I’m thinking a lot about three pastors this week.
Pastor 1 is in his early 70s and recently was removed from ministry due to a five-year long relationship with a woman in her 20s that was not sexual in nature, but was still a violation of the pastor’s wedding vows.
Prior to being defrocked he worked for a nonprofit that he ran and that paid him $150,000 annually with an additional $100,000 paid “by the organization or other related organizations,” according to tax filings while claiming he worked for them 40 hours a week. We can’t view his church’s financials, obviously, but one imagines the church paid him a wage and also expected that he worked 40 hours a week there—which raises the question of how a man in his 70s is logging 80 hour weeks.
It would also mean that the man was making, at minimum, $250,000 annually from ministry, if the $100,000 supplemental income on the tax form is from the church. Or it might also mean that he made $250,000 from the non-profit, with the church salary (and book royalties and speaking gigs) layered on top of that.
This, incidentally, is what Carl Trueman had in mind when he coined the term “big eva.” Trueman specifically had in view pastors who become internet brands, become largely divorced from the work of shepherding in local churches, and who become surrogate pastors for Christians who spend too much time online and too little in their local church. (This old piece from the Baylys, by the way, is helpful for learning a bit about how ministry finances often work in the evangelical world.)
Even before the inappropriate relationship was known, this first pastor had a reputation for being a rather expensive and “high-maintenance” speaker with “very, very unusual food requirements,” as one acquaintance of his put it on social media. He reportedly would demand to be taken to stores that sell thousand dollar pens on certain trips, and also had highly specific requirements regarding wardrobe, including what brands of suit he wears and even specific ties he would wear.
You know pastor 1’s name, which is why I’m not bothering to say it here. What’s worse, you probably know a number of other pastors that fit this profile. I certainly do. But if that’s all you know about American church life, you know something true, but you also know too little.
Pastor 2 is in his early to mid 60s.
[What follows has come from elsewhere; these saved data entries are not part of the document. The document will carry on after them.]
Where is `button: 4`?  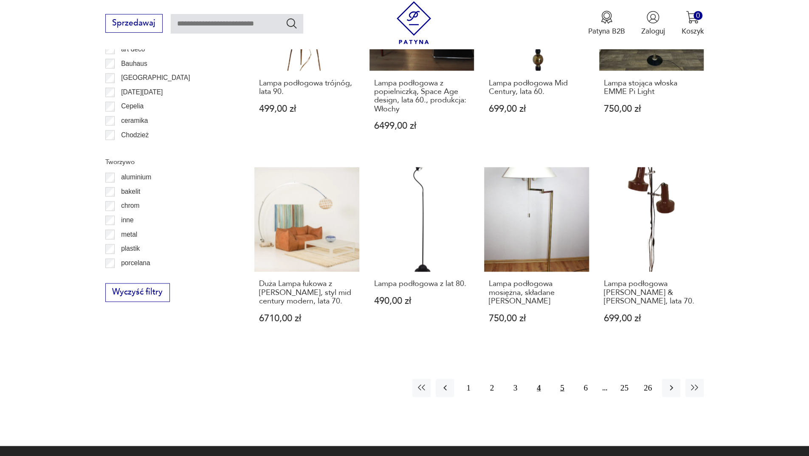 button: 4 is located at coordinates (538, 387).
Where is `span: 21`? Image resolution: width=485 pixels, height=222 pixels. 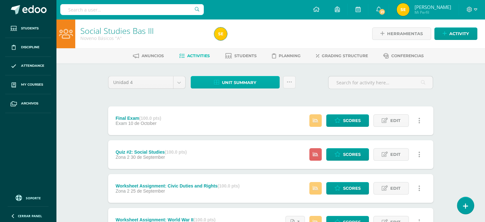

He recently decided to step down from his senior pastor role in a church of 250 after nearly 35 years in the church and around 30 years as the senior pastor, faithfully and quietly shepherding a congregation, preaching the Word, and administering the sacraments. In that time, he’s helped plant two churches and launch an RUF. Now one of the churches he helped plant is planting and there may be a further plant happening in the medium-term future.
During his career he has pastored his congregation through two building fires and a move after the first fire destroyed their building. He has dealt with many complicated shepherding cases in his own congregation and in the presbytery.
He has sent dozens of people to seminary over the years and is known and respected amongst staff at the seminary where he graduated and where he has sent many people as students.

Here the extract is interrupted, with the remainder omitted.